At the corner of Frankstown and Homewood avenues, the war on drugs continues in full view. Police regularly arrest people looking for drugs here; sometimes they’re repeat offenders. Pittsburgh police say local residents have complained about open-air drug sales.

Violence comes with the territory. There were multiple shootings on the block last year, including in June when police found a 6-year-old girl with a critical gunshot wound to her chest.

This block in Homewood has also become a symbol of a different approach to the country’s problem with drug addiction disorders: harm reduction — i.e. treating people suffering from addiction like they would any other disease. To advocates, that means giving them effective health care rather than continuing to cycle them through the criminal justice system.

Keith Richardson, who says he is homeless, was at the corner of Frankstown and Homewood on a recent Friday in December and pointed to an example of the harm reduction approach in the trees across the street. Naloxone is kept in the branches to revive anyone who overdoses.

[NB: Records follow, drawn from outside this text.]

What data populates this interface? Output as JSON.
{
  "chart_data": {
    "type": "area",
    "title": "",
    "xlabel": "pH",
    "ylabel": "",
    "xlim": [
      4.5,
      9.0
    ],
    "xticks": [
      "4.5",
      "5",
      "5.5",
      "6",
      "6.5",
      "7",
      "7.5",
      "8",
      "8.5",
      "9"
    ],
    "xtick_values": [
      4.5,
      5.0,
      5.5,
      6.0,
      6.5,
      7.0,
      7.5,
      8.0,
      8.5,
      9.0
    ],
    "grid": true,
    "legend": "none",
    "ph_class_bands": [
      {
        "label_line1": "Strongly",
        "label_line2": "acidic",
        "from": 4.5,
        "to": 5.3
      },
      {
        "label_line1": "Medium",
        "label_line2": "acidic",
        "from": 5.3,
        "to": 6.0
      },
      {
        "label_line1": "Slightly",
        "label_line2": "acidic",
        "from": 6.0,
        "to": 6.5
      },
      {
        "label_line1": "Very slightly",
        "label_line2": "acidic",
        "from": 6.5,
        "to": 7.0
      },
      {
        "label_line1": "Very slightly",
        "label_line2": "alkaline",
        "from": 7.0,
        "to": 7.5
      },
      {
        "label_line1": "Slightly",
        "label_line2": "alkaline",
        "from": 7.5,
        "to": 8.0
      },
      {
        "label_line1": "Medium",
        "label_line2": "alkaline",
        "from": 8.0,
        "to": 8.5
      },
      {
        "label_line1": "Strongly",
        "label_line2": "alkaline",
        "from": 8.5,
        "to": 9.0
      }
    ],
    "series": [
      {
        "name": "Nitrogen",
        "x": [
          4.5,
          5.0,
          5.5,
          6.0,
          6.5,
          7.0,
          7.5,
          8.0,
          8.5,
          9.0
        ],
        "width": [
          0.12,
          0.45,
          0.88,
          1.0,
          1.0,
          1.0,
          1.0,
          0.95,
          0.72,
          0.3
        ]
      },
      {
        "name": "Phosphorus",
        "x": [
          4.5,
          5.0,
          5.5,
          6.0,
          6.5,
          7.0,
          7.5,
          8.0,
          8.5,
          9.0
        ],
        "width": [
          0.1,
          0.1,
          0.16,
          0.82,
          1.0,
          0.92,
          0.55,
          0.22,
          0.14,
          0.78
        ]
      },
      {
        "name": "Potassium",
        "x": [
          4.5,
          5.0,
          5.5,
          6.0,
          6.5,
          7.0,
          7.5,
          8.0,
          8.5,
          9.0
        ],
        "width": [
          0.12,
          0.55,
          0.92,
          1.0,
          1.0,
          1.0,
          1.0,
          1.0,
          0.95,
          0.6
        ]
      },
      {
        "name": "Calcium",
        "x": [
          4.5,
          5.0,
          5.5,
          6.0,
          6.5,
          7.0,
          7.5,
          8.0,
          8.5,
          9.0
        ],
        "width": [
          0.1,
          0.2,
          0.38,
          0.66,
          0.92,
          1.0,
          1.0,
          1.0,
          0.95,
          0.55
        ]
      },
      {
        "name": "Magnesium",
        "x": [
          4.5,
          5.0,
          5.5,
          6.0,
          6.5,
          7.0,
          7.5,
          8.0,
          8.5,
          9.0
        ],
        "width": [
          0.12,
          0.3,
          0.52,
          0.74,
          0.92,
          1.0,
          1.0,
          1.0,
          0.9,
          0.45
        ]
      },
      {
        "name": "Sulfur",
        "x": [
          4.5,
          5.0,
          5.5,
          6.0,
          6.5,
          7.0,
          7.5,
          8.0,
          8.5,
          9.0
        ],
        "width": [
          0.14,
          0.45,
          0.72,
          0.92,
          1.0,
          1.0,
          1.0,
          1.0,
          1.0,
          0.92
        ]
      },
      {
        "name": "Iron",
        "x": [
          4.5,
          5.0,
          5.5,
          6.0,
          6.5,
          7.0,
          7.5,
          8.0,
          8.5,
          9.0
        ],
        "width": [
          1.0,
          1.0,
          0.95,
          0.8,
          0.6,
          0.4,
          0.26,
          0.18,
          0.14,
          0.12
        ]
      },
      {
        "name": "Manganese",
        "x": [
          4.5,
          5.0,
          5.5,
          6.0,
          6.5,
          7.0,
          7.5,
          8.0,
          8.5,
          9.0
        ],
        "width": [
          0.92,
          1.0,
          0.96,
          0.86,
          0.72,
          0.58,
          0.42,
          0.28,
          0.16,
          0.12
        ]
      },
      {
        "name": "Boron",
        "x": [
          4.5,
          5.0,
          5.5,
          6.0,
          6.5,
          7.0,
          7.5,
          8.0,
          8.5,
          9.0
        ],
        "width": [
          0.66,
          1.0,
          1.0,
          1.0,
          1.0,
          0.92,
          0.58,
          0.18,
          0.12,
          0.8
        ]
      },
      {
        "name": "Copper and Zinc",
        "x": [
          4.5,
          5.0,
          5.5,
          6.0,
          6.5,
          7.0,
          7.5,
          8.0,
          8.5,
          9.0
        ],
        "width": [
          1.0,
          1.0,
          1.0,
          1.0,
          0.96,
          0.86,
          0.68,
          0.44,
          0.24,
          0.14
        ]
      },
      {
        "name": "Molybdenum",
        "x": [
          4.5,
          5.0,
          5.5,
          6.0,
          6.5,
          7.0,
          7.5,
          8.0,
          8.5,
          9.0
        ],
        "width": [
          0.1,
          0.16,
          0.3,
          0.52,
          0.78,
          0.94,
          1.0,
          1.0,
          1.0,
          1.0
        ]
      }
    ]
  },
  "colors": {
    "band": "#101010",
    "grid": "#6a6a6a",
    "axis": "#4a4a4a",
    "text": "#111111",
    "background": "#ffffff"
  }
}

In April, Pittsburgh Police Chief Scott Schubert watched one of his officers, who had been flagged down a block away from the intersection, revive a man with naloxone given to the officer by a resident.

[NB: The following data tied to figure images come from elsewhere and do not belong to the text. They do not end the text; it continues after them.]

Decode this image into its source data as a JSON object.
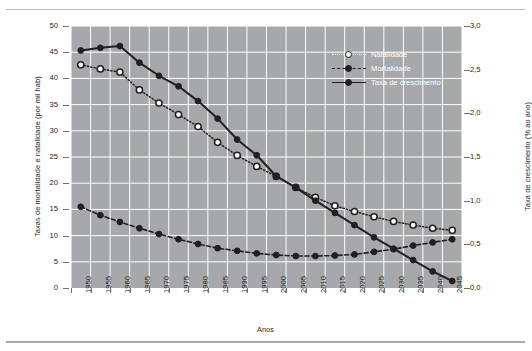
{
  "chart_data": {
    "type": "line",
    "title": "",
    "xlabel": "Anos",
    "ylabel": "Taxas de mortalidade e natalidade (por mil hab)",
    "y2label": "Taxa de crescimento (% ao ano)",
    "x": [
      1950,
      1955,
      1960,
      1965,
      1970,
      1975,
      1980,
      1985,
      1990,
      1995,
      2000,
      2005,
      2010,
      2015,
      2020,
      2025,
      2030,
      2035,
      2040,
      2045
    ],
    "xtick_labels": [
      "1950",
      "1955",
      "1960",
      "1965",
      "1970",
      "1975",
      "1980",
      "1985",
      "1990",
      "1995",
      "2000",
      "2005",
      "2010",
      "2015",
      "2020",
      "2025",
      "2030",
      "2035",
      "2040",
      "2045"
    ],
    "ylim": [
      0,
      50
    ],
    "ytick_labels": [
      "0",
      "5",
      "10",
      "15",
      "20",
      "25",
      "30",
      "35",
      "40",
      "45",
      "50"
    ],
    "ytick_values": [
      0,
      5,
      10,
      15,
      20,
      25,
      30,
      35,
      40,
      45,
      50
    ],
    "y2lim": [
      0.0,
      3.0
    ],
    "y2tick_labels": [
      "0,0",
      "0,5",
      "1,0",
      "1,5",
      "2,0",
      "2,5",
      "3,0"
    ],
    "y2tick_values": [
      0.0,
      0.5,
      1.0,
      1.5,
      2.0,
      2.5,
      3.0
    ],
    "grid": true,
    "legend_position": "upper right",
    "plot_background": "#a6a8ab",
    "grid_color": "#ffffff",
    "series": [
      {
        "name": "Natalidade",
        "axis": "left",
        "style": "dotted",
        "marker": "open-circle",
        "color": "#231f20",
        "values": [
          42.6,
          41.8,
          41.2,
          37.8,
          35.3,
          33.1,
          30.8,
          27.8,
          25.3,
          23.2,
          21.3,
          19.2,
          17.3,
          15.7,
          14.6,
          13.6,
          12.7,
          12.0,
          11.4,
          11.0
        ]
      },
      {
        "name": "Mortalidade",
        "axis": "left",
        "style": "dashed",
        "marker": "filled-circle",
        "color": "#231f20",
        "values": [
          15.5,
          13.9,
          12.6,
          11.4,
          10.3,
          9.3,
          8.4,
          7.6,
          7.1,
          6.6,
          6.3,
          6.1,
          6.1,
          6.2,
          6.4,
          6.9,
          7.4,
          8.1,
          8.7,
          9.3
        ]
      },
      {
        "name": "Taxa de crescimento",
        "axis": "right",
        "style": "solid",
        "marker": "filled-circle",
        "color": "#231f20",
        "values": [
          2.72,
          2.75,
          2.77,
          2.58,
          2.43,
          2.31,
          2.14,
          1.94,
          1.7,
          1.52,
          1.28,
          1.15,
          1.0,
          0.86,
          0.72,
          0.58,
          0.45,
          0.32,
          0.19,
          0.08
        ]
      }
    ]
  },
  "legend": {
    "items": [
      {
        "label": "Natalidade"
      },
      {
        "label": "Mortalidade"
      },
      {
        "label": "Taxa de crescimento"
      }
    ]
  }
}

In a nearby parking lot, Prevention Point Pittsburgh hands out clean needles, helping to prevent the spread of infections. A year ago in the same lot, Prevention Point started a program where people suffering from opioid addiction can get a prescription for buprenorphine — a medicine that some studies have shown cut the likelihood of dying from an overdose in half. 

The war on drugs continues in plain site at the intersection of Frankstown and Homewood avenues. (Google street view)

These community-based programs are a response to the fact that life-saving medicine can be difficult to obtain for people suffering from addiction. If a person sustains a gunshot wound, they are typically given the best care possible on their way to the hospital. But harm reduction advocates say for people suffering from addiction, it’s hard for them to receive medicine that can prevent them from dying of an overdose. The challenges include long wait times to get into treatment facilities, burdensome regulations on how the medicine can be administered, underutilized local programs and additional personal challenges people face who are dealing with addiction. 

In response to a record number of overdose deaths during the COVID pandemic, the harm reduction approach is gaining momentum locally and nationally. In November, three ambulances in the City of Pittsburgh were equipped with buprenorphine for the first time. In December, the federal government opened up its first grant program targeted at harm reduction work. Gov. Tom Wolf’s administration has promised to increase its harm reduction efforts in the new year.

The changes are needed, according to Richardson, who sees the impact of more powerful opioids every day on the corner in Homewood. “The thing is they have synthetic drugs like fentanyl, not only in heroin but in coke and pills. They are putting it in everything and people are dying,” he said. “A lot of times people don’t know there is fentanyl. And some do know and just don’t care. And they take a little bit, and it takes them out.”